Genetics of Nitrofurazone Resistance in Escherichia coli

Abstract
Wild-type E. coli cells are sensitive to nitrofurazone (NF) and many other nitrofuran derivatives. A variety of evidence indicated that these compounds are converted to toxic active metabolites by reductases present in the bacteria. Sensitive E. coli K-12 acquired 3-fold greater resistance to NF in 1 mutational step. These partially resistant mutants could undergo a 2nd mutation that made them 10 times as resistant as the wild-type. Mutation of wild-type strain K-12 to the higher level of resistance in a single step was not observed. The 1st mutational step was associated with partial loss of reduced NADP-linked, O2-insensitive NF reductase activity, and the 2nd step was associated with loss of the remaining activity. The 2-step mutants contained other NF reductases that were inhibited by O2 and reduced NF only under anaerobic conditions. The genes that control reductase activity were designated as nitrofuran sensitivity genes (nfsA and nfsB). Thus, wild-type strains are nfsA+ nfsB+, and the resistant double mutants are nfsA nfsB. A variety of crosses established that these genes are both located close to gal, that the most probable sequence is lac nfsB gal nfsA, and that the single-step mutants with an intermediate level of resistance are nfsA nfsB+. The nfsA+ nfsB strains contained about 70-80% of the wild-type reductase I activity: apparently enough to confer wild-type sensitivity. This reductase activity was resistant to 2 M urea. The nfsA nfsB+ strains had only 20-30% of the wild-type activity, and this residual activity was sensitive to 2 M urea.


> Exercise brief
Nothing should differ. Repeat every record as written.

> Materials provided
BEGIN

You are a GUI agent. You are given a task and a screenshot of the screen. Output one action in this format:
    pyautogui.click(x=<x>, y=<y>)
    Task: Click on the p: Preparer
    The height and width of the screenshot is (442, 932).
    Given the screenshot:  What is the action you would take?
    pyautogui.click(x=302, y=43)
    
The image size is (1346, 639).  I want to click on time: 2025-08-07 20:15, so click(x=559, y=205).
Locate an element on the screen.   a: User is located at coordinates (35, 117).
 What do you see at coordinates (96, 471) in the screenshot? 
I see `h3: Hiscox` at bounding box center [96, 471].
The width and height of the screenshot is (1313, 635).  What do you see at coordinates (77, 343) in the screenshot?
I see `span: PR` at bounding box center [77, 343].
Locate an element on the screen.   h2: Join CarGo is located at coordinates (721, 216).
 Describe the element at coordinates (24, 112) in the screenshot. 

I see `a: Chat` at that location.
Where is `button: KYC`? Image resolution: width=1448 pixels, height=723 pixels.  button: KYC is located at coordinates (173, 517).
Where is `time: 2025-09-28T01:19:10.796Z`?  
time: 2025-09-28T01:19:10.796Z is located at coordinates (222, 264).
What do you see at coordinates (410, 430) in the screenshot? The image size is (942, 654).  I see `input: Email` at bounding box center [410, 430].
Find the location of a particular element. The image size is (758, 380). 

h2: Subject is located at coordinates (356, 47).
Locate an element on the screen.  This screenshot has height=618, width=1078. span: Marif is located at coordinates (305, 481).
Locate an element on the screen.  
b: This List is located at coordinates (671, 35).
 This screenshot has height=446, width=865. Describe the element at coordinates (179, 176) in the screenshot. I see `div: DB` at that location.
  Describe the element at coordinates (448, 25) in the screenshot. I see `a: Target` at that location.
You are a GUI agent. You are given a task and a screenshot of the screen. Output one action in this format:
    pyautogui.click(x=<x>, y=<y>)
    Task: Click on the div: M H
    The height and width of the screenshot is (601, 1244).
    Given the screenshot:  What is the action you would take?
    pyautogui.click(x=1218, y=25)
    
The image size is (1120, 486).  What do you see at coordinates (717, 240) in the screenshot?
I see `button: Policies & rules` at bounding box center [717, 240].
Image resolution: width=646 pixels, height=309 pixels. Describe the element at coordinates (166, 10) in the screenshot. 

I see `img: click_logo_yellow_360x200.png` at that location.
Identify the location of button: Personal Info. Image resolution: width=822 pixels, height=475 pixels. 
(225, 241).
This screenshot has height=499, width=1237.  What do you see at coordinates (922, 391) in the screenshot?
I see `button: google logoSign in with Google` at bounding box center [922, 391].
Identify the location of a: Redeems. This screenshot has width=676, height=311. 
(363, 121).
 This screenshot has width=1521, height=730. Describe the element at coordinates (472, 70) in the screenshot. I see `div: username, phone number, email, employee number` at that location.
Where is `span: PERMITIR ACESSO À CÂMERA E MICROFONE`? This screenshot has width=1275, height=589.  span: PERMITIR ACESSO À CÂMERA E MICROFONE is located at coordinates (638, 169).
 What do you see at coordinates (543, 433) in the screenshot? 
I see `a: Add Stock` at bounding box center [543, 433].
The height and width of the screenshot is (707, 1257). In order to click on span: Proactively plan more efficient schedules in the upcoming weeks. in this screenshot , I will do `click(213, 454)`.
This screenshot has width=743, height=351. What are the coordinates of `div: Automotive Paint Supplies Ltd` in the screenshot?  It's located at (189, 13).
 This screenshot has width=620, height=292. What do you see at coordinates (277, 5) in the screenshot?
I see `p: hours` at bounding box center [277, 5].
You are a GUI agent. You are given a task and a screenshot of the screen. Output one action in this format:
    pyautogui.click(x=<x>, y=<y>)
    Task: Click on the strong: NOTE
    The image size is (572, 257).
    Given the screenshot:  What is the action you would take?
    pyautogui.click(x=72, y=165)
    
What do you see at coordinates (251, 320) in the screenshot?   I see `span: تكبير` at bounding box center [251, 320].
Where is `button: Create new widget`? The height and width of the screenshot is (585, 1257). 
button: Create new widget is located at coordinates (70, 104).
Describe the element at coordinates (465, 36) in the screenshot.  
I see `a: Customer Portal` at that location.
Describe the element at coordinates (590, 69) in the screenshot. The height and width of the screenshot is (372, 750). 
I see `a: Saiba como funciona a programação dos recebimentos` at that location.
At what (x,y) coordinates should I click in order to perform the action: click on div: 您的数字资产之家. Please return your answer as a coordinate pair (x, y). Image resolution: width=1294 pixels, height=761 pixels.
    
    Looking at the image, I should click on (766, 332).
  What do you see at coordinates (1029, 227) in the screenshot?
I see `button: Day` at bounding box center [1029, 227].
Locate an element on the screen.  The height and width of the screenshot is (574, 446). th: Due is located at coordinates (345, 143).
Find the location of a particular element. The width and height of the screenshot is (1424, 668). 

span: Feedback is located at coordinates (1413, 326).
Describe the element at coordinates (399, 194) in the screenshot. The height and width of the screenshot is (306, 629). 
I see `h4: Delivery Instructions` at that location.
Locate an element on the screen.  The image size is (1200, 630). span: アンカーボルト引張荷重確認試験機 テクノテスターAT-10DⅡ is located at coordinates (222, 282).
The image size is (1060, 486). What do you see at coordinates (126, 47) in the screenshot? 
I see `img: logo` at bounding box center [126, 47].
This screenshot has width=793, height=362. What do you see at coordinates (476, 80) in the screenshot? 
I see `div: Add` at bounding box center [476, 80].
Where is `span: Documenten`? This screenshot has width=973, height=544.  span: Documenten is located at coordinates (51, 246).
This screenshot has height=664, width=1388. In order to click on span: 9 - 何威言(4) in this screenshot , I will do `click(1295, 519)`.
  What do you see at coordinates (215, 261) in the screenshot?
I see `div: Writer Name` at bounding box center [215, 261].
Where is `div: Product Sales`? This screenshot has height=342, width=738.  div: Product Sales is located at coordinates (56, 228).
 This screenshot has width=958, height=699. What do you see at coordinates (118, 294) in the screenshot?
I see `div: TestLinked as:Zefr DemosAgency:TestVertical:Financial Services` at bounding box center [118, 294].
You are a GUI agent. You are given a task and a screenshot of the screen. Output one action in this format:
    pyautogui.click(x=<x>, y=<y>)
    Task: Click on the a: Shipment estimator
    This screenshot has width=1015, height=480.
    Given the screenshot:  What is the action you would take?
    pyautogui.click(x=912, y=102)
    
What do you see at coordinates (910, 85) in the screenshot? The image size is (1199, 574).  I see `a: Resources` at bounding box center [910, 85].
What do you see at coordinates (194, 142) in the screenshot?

END

> Completed exercise
You are a GUI agent. You are given a task and a screenshot of the screen. Output one action in this format:
    pyautogui.click(x=<x>, y=<y>)
    Task: Click on the p: Preparer
    The height and width of the screenshot is (442, 932).
    Given the screenshot:  What is the action you would take?
    pyautogui.click(x=302, y=43)
    
The image size is (1346, 639).  I want to click on time: 2025-08-07 20:15, so click(x=559, y=205).
Locate an element on the screen.   a: User is located at coordinates (35, 117).
 What do you see at coordinates (96, 471) in the screenshot? 
I see `h3: Hiscox` at bounding box center [96, 471].
The width and height of the screenshot is (1313, 635).  What do you see at coordinates (77, 343) in the screenshot?
I see `span: PR` at bounding box center [77, 343].
Locate an element on the screen.   h2: Join CarGo is located at coordinates (721, 216).
 Describe the element at coordinates (24, 112) in the screenshot. 

I see `a: Chat` at that location.
Where is `button: KYC`? Image resolution: width=1448 pixels, height=723 pixels.  button: KYC is located at coordinates (173, 517).
Where is `time: 2025-09-28T01:19:10.796Z`?  
time: 2025-09-28T01:19:10.796Z is located at coordinates (222, 264).
What do you see at coordinates (410, 430) in the screenshot? The image size is (942, 654).  I see `input: Email` at bounding box center [410, 430].
Find the location of a particular element. The image size is (758, 380). 

h2: Subject is located at coordinates (356, 47).
Locate an element on the screen.  This screenshot has height=618, width=1078. span: Marif is located at coordinates (305, 481).
Locate an element on the screen.  
b: This List is located at coordinates (671, 35).
 This screenshot has height=446, width=865. Describe the element at coordinates (179, 176) in the screenshot. I see `div: DB` at that location.
  Describe the element at coordinates (448, 25) in the screenshot. I see `a: Target` at that location.
You are a GUI agent. You are given a task and a screenshot of the screen. Output one action in this format:
    pyautogui.click(x=<x>, y=<y>)
    Task: Click on the div: M H
    The height and width of the screenshot is (601, 1244).
    Given the screenshot:  What is the action you would take?
    pyautogui.click(x=1218, y=25)
    
The image size is (1120, 486).  What do you see at coordinates (717, 240) in the screenshot?
I see `button: Policies & rules` at bounding box center [717, 240].
Image resolution: width=646 pixels, height=309 pixels. Describe the element at coordinates (166, 10) in the screenshot. 

I see `img: click_logo_yellow_360x200.png` at that location.
Identify the location of button: Personal Info. Image resolution: width=822 pixels, height=475 pixels. 
(225, 241).
This screenshot has height=499, width=1237.  What do you see at coordinates (922, 391) in the screenshot?
I see `button: google logoSign in with Google` at bounding box center [922, 391].
Identify the location of a: Redeems. This screenshot has width=676, height=311. 
(363, 121).
 This screenshot has width=1521, height=730. Describe the element at coordinates (472, 70) in the screenshot. I see `div: username, phone number, email, employee number` at that location.
Where is `span: PERMITIR ACESSO À CÂMERA E MICROFONE`? This screenshot has width=1275, height=589.  span: PERMITIR ACESSO À CÂMERA E MICROFONE is located at coordinates (638, 169).
 What do you see at coordinates (543, 433) in the screenshot? 
I see `a: Add Stock` at bounding box center [543, 433].
The height and width of the screenshot is (707, 1257). In order to click on span: Proactively plan more efficient schedules in the upcoming weeks. in this screenshot , I will do `click(213, 454)`.
This screenshot has width=743, height=351. What are the coordinates of `div: Automotive Paint Supplies Ltd` in the screenshot?  It's located at (189, 13).
 This screenshot has width=620, height=292. What do you see at coordinates (277, 5) in the screenshot?
I see `p: hours` at bounding box center [277, 5].
You are a GUI agent. You are given a task and a screenshot of the screen. Output one action in this format:
    pyautogui.click(x=<x>, y=<y>)
    Task: Click on the strong: NOTE
    The image size is (572, 257).
    Given the screenshot:  What is the action you would take?
    pyautogui.click(x=72, y=165)
    
What do you see at coordinates (251, 320) in the screenshot?   I see `span: تكبير` at bounding box center [251, 320].
Where is `button: Create new widget`? The height and width of the screenshot is (585, 1257). 
button: Create new widget is located at coordinates (70, 104).
Describe the element at coordinates (465, 36) in the screenshot.  
I see `a: Customer Portal` at that location.
Describe the element at coordinates (590, 69) in the screenshot. The height and width of the screenshot is (372, 750). 
I see `a: Saiba como funciona a programação dos recebimentos` at that location.
At what (x,y) coordinates should I click in order to perform the action: click on div: 您的数字资产之家. Please return your answer as a coordinate pair (x, y). Image resolution: width=1294 pixels, height=761 pixels.
    
    Looking at the image, I should click on (766, 332).
  What do you see at coordinates (1029, 227) in the screenshot?
I see `button: Day` at bounding box center [1029, 227].
Locate an element on the screen.  The height and width of the screenshot is (574, 446). th: Due is located at coordinates (345, 143).
Find the location of a particular element. The width and height of the screenshot is (1424, 668). 

span: Feedback is located at coordinates (1413, 326).
Describe the element at coordinates (399, 194) in the screenshot. The height and width of the screenshot is (306, 629). 
I see `h4: Delivery Instructions` at that location.
Locate an element on the screen.  The image size is (1200, 630). span: アンカーボルト引張荷重確認試験機 テクノテスターAT-10DⅡ is located at coordinates (222, 282).
The image size is (1060, 486). What do you see at coordinates (126, 47) in the screenshot? 
I see `img: logo` at bounding box center [126, 47].
This screenshot has width=793, height=362. What do you see at coordinates (476, 80) in the screenshot? 
I see `div: Add` at bounding box center [476, 80].
Where is `span: Documenten`? This screenshot has width=973, height=544.  span: Documenten is located at coordinates (51, 246).
This screenshot has height=664, width=1388. In order to click on span: 9 - 何威言(4) in this screenshot , I will do `click(1295, 519)`.
  What do you see at coordinates (215, 261) in the screenshot?
I see `div: Writer Name` at bounding box center [215, 261].
Where is `div: Product Sales`? This screenshot has height=342, width=738.  div: Product Sales is located at coordinates (56, 228).
 This screenshot has width=958, height=699. What do you see at coordinates (118, 294) in the screenshot?
I see `div: TestLinked as:Zefr DemosAgency:TestVertical:Financial Services` at bounding box center [118, 294].
You are a GUI agent. You are given a task and a screenshot of the screen. Output one action in this format:
    pyautogui.click(x=<x>, y=<y>)
    Task: Click on the a: Shipment estimator
    This screenshot has width=1015, height=480.
    Given the screenshot:  What is the action you would take?
    pyautogui.click(x=912, y=102)
    
What do you see at coordinates (910, 85) in the screenshot? The image size is (1199, 574).  I see `a: Resources` at bounding box center [910, 85].
What do you see at coordinates (194, 142) in the screenshot?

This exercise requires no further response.